Published On: Tue, Feb 03, 2009 | Download File

A Stimulus for Fear: Anti-Immigration Groups Raise Specter of Undocumented Construction Workers and Call for Ensnaring All U.S. Workers in

The Center for Immigration Studies (CIS), as well as the Heritage Foundation, have recently claimed that up to 300,000 construction jobs created by the economic stimulus bill could be filled by undocumented immigrants.  CIS arrives at this scary number by using a job-creation formula designed for highway expenditures in 2007, and then tacking on an estimate of the undocumented construction workforce from 2005—before the mass layoffs that have plagued the construction industry.  Beyond the use of fuzzy math, CIS also suggests that the federal government’s “E-Verify” employment-verification pilot program could prevent undocumented immigrants from securing these new jobs.

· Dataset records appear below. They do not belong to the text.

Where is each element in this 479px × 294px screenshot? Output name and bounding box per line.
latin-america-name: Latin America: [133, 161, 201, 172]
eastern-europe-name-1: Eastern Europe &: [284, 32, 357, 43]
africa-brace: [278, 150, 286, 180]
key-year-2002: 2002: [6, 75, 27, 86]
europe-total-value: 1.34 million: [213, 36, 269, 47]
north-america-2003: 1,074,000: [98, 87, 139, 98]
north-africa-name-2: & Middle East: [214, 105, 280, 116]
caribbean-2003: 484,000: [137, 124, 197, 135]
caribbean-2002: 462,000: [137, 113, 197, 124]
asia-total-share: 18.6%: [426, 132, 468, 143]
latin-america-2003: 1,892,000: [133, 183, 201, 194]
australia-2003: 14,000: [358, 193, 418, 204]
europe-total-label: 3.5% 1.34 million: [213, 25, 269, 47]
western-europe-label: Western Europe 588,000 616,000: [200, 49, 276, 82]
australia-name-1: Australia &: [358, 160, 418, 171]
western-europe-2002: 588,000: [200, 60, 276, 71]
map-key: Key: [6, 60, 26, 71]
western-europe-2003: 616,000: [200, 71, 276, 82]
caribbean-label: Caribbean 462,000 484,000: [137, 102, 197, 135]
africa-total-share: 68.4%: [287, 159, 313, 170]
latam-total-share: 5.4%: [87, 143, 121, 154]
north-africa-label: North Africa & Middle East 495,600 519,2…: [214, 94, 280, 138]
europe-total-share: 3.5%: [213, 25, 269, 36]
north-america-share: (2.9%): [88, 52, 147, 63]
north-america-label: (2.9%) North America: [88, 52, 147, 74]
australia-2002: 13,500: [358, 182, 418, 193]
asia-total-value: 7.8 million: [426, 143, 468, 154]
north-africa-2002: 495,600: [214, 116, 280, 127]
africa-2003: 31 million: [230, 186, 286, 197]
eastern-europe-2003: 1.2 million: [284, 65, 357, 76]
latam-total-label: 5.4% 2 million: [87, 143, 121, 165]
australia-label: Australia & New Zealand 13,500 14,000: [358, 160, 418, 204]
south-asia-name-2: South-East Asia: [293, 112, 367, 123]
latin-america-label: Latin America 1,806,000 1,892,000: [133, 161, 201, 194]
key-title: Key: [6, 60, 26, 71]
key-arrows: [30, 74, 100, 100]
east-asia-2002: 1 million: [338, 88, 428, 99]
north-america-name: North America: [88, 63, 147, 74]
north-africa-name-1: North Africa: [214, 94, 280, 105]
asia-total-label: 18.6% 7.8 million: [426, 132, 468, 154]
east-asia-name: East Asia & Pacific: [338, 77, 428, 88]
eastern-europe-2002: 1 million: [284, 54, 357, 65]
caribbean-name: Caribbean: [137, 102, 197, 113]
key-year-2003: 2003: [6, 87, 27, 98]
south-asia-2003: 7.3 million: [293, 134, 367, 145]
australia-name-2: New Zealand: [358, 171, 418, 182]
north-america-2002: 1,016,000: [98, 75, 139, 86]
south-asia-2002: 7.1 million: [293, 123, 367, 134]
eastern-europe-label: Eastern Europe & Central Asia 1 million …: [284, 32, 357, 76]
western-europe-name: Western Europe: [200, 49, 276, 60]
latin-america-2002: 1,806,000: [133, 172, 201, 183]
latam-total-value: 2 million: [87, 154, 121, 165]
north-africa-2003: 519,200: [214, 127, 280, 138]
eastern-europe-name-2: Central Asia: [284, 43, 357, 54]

Yet numerous reports—from the Congressional Budget Office, the Social Security Administration’s Inspector General, and a Department of Homeland Security contractor, among others—indicate that rushing to implement E-Verify on a national scale would be a costly mistake that would ensnare U.S. citizens in database errors and wouldn’t actually stop undocumented immigrants from getting jobs. “Enforcement-only” attempts to stop undocumented immigration have failed repeatedly for more than 20 years.  Only a comprehensive approach to immigration reform that allows exploited undocumented immigrants to become legal workers will fix our broken immigration system in a way that benefits all workers.

Read more...

Published On: Mon, Mar 09, 2009 | Download File

Fuzzy Math: The Anti-Immigration Arguments of NumbersUSA Don't Add Up

According to the anti-immigration group NumbersUSA, immigration to the United States is all about arithmetic: immigration increases the U.S. population, and more people presumably means more pollution, more urban sprawl, more competition for jobs, and higher taxes for Americans who must shoulder the costs of “over-population.”  At first glance, this argument is attractive in its simplicity: less immigration, fewer people, a better environment, more jobs, lower taxes. However, as with so many simple arguments about complex topics, it is fundamentally flawed and misses the point.  “Over-population” is not the primary cause of the environmental or economic woes facing the United States, so arbitrary restrictions on immigration will not create a cleaner environment or a healthier economy.